How Life in Our Cities Will Look After the Coronavirus Pandemic

Appearing on: ForeignPolicy.com

The introduction and Joel Kotkin’s piece are excerpted below.

The pandemic will change urban life forever. We asked 11 leading global experts in urban policy, planning, history, and health for their predictions.

Cities are at the center of this pandemic, as they have been during so many plagues in history. The virus originated in a crowded city in central China. It spread between cities and has taken the most lives in cities. New York has become the world’s saddest, most dismal viral hotspot. Read more

Joel Talks About Cities After Coronavirus with John Steigerwald

On: The John Steigerwald Show

Joel Kotkin (Presidential Fellow in Urban Futures at Chapman University, Executive Director of the Urban Reform Institute, Author of, “The Human City: Urbanism For The Rest Of Us”) joins the show to discuss his article at Fortune titled, “After Coronavirus, We Need To Rethink Densely Populated Cities”.

Read the related article.

The Coronavirus Makes Our Old Culture Wars Seem Quaint

By: Bari Weiss
In: The New York Times

Most of the time, when I think back to the world before, I feel longing. I miss everything. I miss dinner parties and swimming laps. I miss bars. I miss being close enough to eavesdrop. The idea of walking into an office building thrills me.

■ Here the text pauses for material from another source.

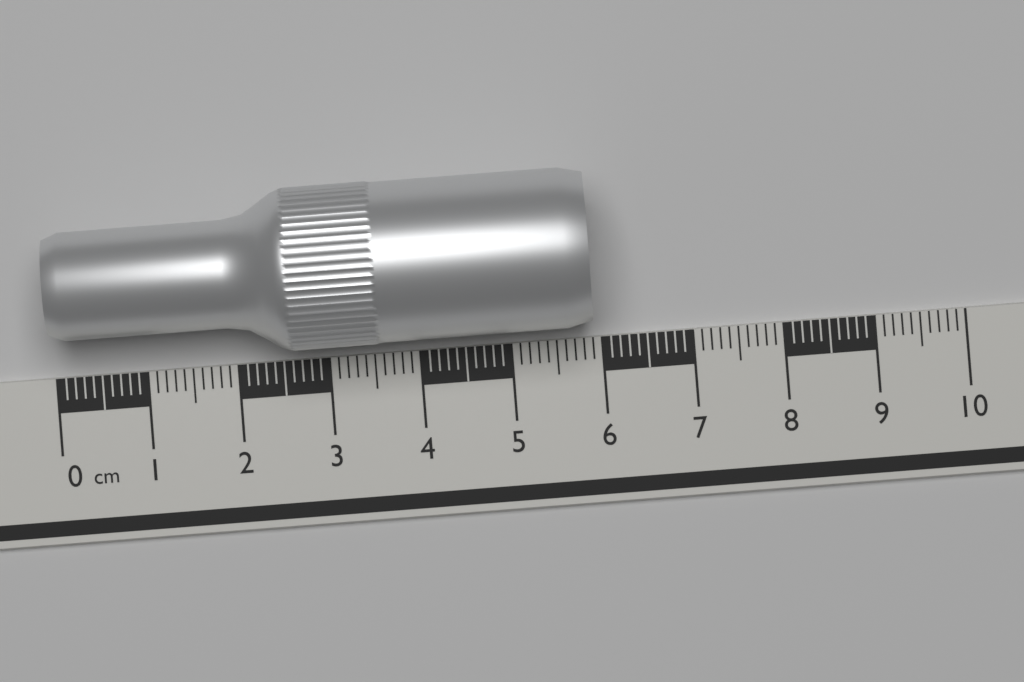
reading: 5.9 cm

Sometimes, though, I think back to the old normal and feel disgusted — with its excesses, and how oblivious I could be to them. There are obvious examples that leap to mind. The amount of takeout I ordered. The number of flights I took. The paper towels!

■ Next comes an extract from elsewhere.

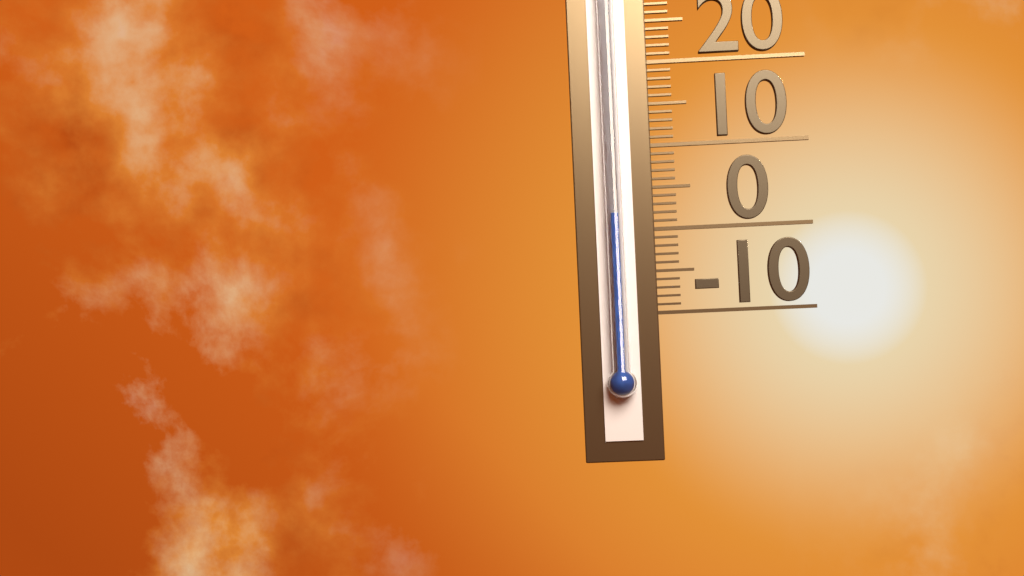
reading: 2 (no unit)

But what really takes my breath away is how out-of-touch the daily debates on the internet were — “the discourse,” as some of us were taught to call it in college. Among the things the pandemic has clarified for me is the decadence, as my colleague Ross Douthat has described it, of our old culture war. Many of the battles of the past decade now seem self-indulgent and stagnant; others a waste of time.

I would know. I spent a lot of time in the virtual arena where those fights took place. Could a white novelist imagine a black protagonist? How much can cultures legitimately borrow from one another without it being called stealing? Was a ban on plastic straws actually a critical step toward ending our reliance on the fossil fuel industry?

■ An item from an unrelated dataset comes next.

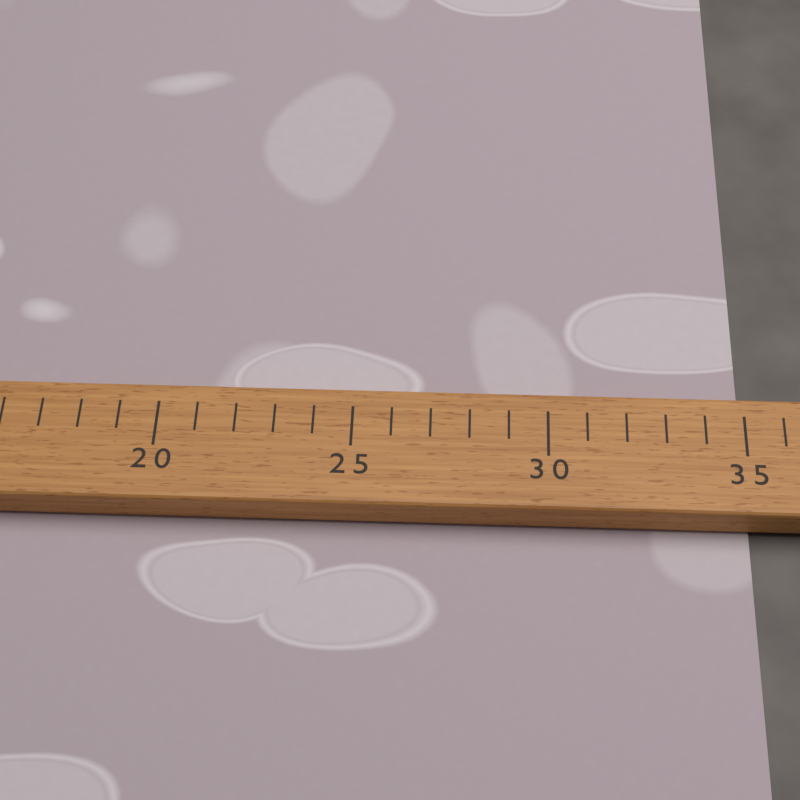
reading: 35 (no unit)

These now seem to me debates of a world of plenty, not one in which tens of millions of Americans are worried about how they’re going to afford groceries.

This pandemic demands something bigger of all of us. One of the things I hope it ushers in is a culture war worthy of this moment. Because there are fights worth having.

Among them:

What is the right way to protect the American dream?

Looking at David Geffen’s drone-shot photograph of his 454-foot superyacht — poor thing, self-isolating in the Grenadines — is enough to radicalize even a person living in a classic six.

The wealthiest 1 percent own something like half of the world’s wealth. But you already know that and a dozen other statistics.

If this kind of gaping inequality persists, the revolution will come. It’s a view that unites the progressive left of Bernie Sanders and the new right of Steve Bannon.

It is obvious now that many of the people who voted for Donald Trump did so because they lost their jobs and didn’t want to be told to learn to code by people who imagined themselves to be their intellectual betters. So many young people support Mr. Sanders because they own nothing more than their debts.

Working-class Americans, as the writer Joel Kotkin has sharply argued, are treated like propertyless serfs. Meantime, the intelligentsia has played its own role in our contemporary caste system by erecting more and more political, linguistic and cultural tests for membership in the elite.

How can we unravel 21st-century feudalism and make America fairer? Is a universal basic income, an idea promoted by Andrew Yang and now the pope, the best solution? Or is it the kind of broader social safety net that prioritizes fixing our broken health care system?

That is a fight worth having.

Have we gone too global?

Do you remember the letter, written in Mandarin, that the woman in Arizona found at the bottom of the purse she bought at Walmart a few years ago?

Read the rest of this piece at The New York Times.